Derelict Delights is a weekly series where we look at abandoned buildings begging for revitalization. This week: an old factory that’s been empty for over 40 years could become a community centre for Sorauren Park residents—provided the elements don’t wear it down first.
Even on a dreary February morning, Sorauren Park is a busy place. Dogs play fetch with their owners in the enclosed dog park, there’s a doubles match going on at the tennis courts, a couple of moms and strollers amble next to the soccer field and baseball diamond. But overlooking the park is a massive, multi-storey, abandoned brick building, covered in graffiti and open to the elements.
“The windows are all smashed out, and they have been for I don’t know how long, so water is just flowing into the building whenever it rains,” says Gary Miedema, Chief Historian at Heritage Toronto. “You wonder, ‘How much longer can that thing survive?’”
The former Canada Linseed Oil Mills building has tremendous potential, says Miedema. For one thing, it’s located in the heart of a bustling, growing neighbourhood in need of community facilities. As well, the hundred-year-old property tells a story about Toronto’s industrial and manufacturing heritage.
The Canada Linseed Oil Mills were built around 1910 for the manufacturing of linseed oil, and it was one of many factories that sprung up along the rail line that cut through Toronto and facilitated easy access to southern Ontario. Most of the other industrial buildings of that era have been converted to condos or torn down, but the Canada Linseed Oil Mills building remains, sitting abandoned ever since the factory ceased operations 1969. The City of Toronto bought the property in 2000 and decontaminated the site in 2004.
“The really interesting thing about that building is the community activism that has really pushed for something to be done to that site,” says Miedema. The non-profit Wabash Building Society was formed in 2006 with the long-term goal of transforming the Canada Linseed site into a community centre. There’s even a comprehensive 2009 report outlining how the 1910 building could be developed into a modernized, LEED-certified structure. It’s a proposal the City of Toronto endorses, says Miedema.
“It’s sits on a list of projects that the city is looking to at some point to complete, and has since prior to amalgamation,” he says. “The question is when will that happen, so the community has worked very hard with local councillors to chip away at it.”
Through the efforts of the Wabash Building Society, a small administrative building on the western-most part of the site was converted into the Sorauren Park Fieldhouse, a rentable community space. Now they’re trying, through fundraising, to turn the empty lot next to that building into a town square. But the hulking Canada Linseed Oil Mills building seems to be the holy grail of the proposed development.
“I think at this point, it really depends on funding and priorities for the city,” says Meidema.
Because the building is constructed of reinforced concrete, it’s had the good bones to withstand over 40 years of neglect. Even so, says Meidema, no building can sit indefinitely in the elements.
“We know from the silos down at the foot of Bathurst that concrete, when it’s exposed, does need to be repaired,” he says. “So the longer it sits empty and wide open to the elements, it does sit at risk.”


#### [WORK TO BE COMPLETED]
Copy out every line of the records where the string "axis" occurs.

Source data:

- - - - -

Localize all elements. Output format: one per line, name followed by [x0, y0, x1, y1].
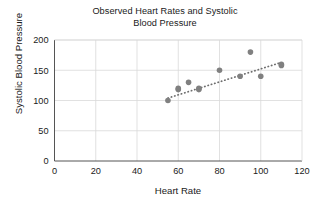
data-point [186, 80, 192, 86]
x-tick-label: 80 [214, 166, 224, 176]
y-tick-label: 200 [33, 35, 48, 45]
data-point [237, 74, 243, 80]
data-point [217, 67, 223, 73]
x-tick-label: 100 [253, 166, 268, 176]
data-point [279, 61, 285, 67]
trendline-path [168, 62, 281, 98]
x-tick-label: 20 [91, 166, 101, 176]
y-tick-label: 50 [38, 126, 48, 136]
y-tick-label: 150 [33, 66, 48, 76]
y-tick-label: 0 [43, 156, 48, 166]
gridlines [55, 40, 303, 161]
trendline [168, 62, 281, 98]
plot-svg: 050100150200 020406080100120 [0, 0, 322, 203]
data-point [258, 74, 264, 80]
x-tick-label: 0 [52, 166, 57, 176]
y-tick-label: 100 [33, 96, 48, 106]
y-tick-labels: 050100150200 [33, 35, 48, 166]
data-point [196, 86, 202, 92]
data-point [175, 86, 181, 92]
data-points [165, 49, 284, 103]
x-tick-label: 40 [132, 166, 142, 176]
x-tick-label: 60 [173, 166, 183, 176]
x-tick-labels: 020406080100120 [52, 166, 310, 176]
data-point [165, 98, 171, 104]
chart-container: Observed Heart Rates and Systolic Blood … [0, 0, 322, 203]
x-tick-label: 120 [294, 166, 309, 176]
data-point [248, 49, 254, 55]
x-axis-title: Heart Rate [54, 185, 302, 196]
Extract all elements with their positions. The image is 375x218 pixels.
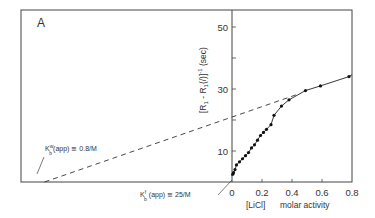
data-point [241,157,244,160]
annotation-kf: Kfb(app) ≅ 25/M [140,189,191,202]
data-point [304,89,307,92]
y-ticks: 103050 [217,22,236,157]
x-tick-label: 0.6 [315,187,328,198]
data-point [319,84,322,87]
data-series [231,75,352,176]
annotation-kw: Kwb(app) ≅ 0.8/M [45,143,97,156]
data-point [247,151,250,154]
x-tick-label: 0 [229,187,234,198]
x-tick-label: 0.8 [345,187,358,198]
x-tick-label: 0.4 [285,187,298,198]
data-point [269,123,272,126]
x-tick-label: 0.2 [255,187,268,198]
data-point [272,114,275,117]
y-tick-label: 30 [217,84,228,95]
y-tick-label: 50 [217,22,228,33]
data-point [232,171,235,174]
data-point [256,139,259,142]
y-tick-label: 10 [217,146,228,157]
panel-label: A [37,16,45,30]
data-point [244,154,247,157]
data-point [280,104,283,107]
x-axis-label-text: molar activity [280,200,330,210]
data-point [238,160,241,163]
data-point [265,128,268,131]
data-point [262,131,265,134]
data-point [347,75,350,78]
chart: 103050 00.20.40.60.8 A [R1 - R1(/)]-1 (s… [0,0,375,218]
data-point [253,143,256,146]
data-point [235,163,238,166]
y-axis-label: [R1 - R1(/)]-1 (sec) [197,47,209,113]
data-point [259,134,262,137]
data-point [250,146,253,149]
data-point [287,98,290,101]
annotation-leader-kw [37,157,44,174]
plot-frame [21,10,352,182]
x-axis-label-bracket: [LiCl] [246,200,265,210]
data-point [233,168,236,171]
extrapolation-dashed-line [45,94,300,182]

- - - - -

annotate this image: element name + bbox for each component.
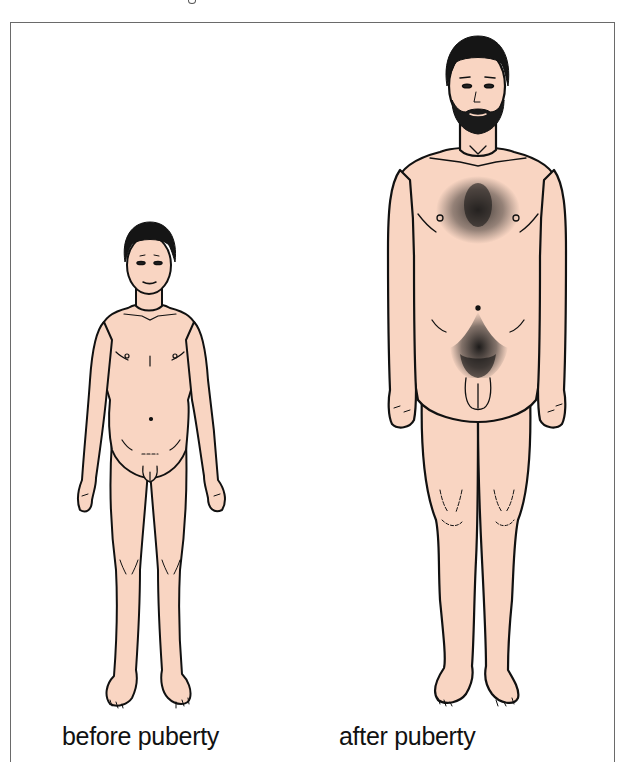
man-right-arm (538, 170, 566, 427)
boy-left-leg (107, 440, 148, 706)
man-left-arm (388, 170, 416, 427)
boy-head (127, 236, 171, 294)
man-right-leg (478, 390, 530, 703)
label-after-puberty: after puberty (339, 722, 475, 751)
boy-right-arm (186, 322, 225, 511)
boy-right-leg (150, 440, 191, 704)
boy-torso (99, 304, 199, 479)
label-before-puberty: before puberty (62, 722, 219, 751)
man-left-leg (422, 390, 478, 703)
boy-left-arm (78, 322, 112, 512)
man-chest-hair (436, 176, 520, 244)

- - - - -

#### [TASK OUTPUT]
x-axis-title: Heart Rate [54, 185, 302, 196]
x-axis-label-text: molar activity [280,200,330,210]
y-axis-label: [R1 - R1(/)]-1 (sec) [197,47,209,113]
x-axis-label-bracket: [LiCl] [246,200,265,210]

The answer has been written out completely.